I have a small application that needs to run continuously in the background. The program is able to setup directory monitoring services, HTTPS listeners, and other services that need to remain running as a part of the main service thread.
However, users also need to interact with the program and execute tasks manually, configure various settings, etc. I've made a command-line interface using jline and argsparse4j that allows users to do this.
I can run the main CLI thread, which can do all of the things I want, but as soon as I close the thread, all of those services shutdown with the main thread.
I've counteracted this using process builder and having shell scripts that launch separate instances of the jvm to run certain processes, but this just feels wrong.
I need to combine the best of both worlds here, by having a persistent service that a user can essentially login to, and log out of, but is all local. The first thing that comes to mind is how mysql behaves. MySQL runs as a service at all times, but the user can type mysql
, with some login parameters, and "login" to mysql to execute commands. This is exactly how I would like my program to work.

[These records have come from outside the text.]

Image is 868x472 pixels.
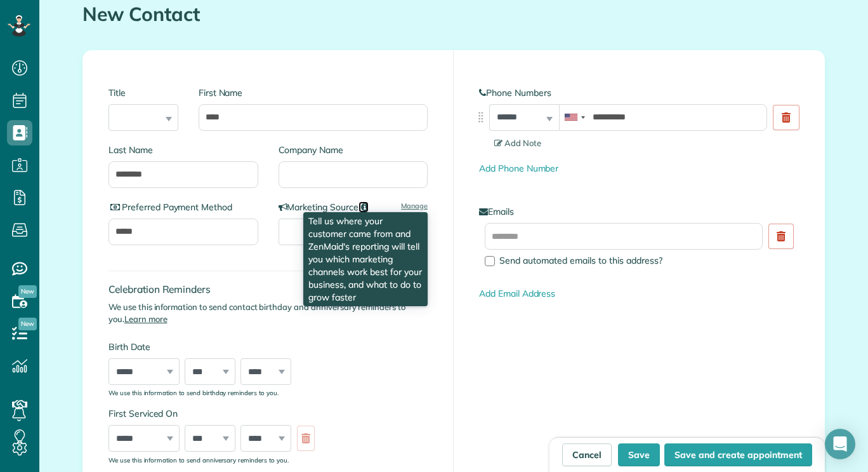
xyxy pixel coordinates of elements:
p: We use this information to send contact birthday and anniversary reminders to you. [108,301,427,325]
label: Emails [479,205,798,218]
span: New [19,285,37,298]
span: Add Note [494,138,541,148]
span: Send automated emails to this address? [499,254,663,266]
h4: Celebration Reminders [108,284,427,295]
a: Cancel [562,443,612,466]
sub: We use this information to send birthday reminders to you. [108,388,279,396]
button: Save and create appointment [665,443,812,466]
div: United States: +1 [559,105,588,130]
label: Preferred Payment Method [108,201,258,213]
label: Company Name [279,143,428,156]
div: Open Intercom Messenger [825,429,855,459]
button: Save [618,443,660,466]
sub: We use this information to send anniversary reminders to you. [108,456,289,464]
label: Birth Date [108,340,321,353]
a: Manage [401,201,427,211]
label: Phone Numbers [479,87,798,99]
label: Title [108,87,178,99]
a: Add Email Address [479,287,555,299]
label: First Serviced On [108,407,321,419]
label: Last Name [108,143,258,156]
h1: New Contact [83,4,825,24]
label: First Name [199,87,427,99]
a: Learn more [124,314,168,324]
img: drag_indicator-119b368615184ecde3eda3c64c821f6cf29d3e2b97b89ee44bc31753036683e5.png [474,110,488,123]
a: Add Phone Number [479,163,558,174]
label: Marketing Source [279,201,428,213]
span: New [19,317,37,330]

My first idea was to just wrap all the functionality in an API of sorts, and possibly use a message queue protocol like AMQP, and then decouple the command line interface to send messages to the service. This makes a lot of sense as well, because we're also enabling an HTTPS REST API on the same client, to allow remote users to use its functionality. So we'd just have two message protocols to process within the API.
However, I am wondering if there are any better or simpler alternatives than writing a full-fledged message-based API that is client-server?
Ultimately, we chose to go the route of having a backend REST API that was implemented with the Spark Framework for Java. This may not be the most robust, and user feedback has been an issue. We've split our command-line interface to submit REST calls, and display results to the user.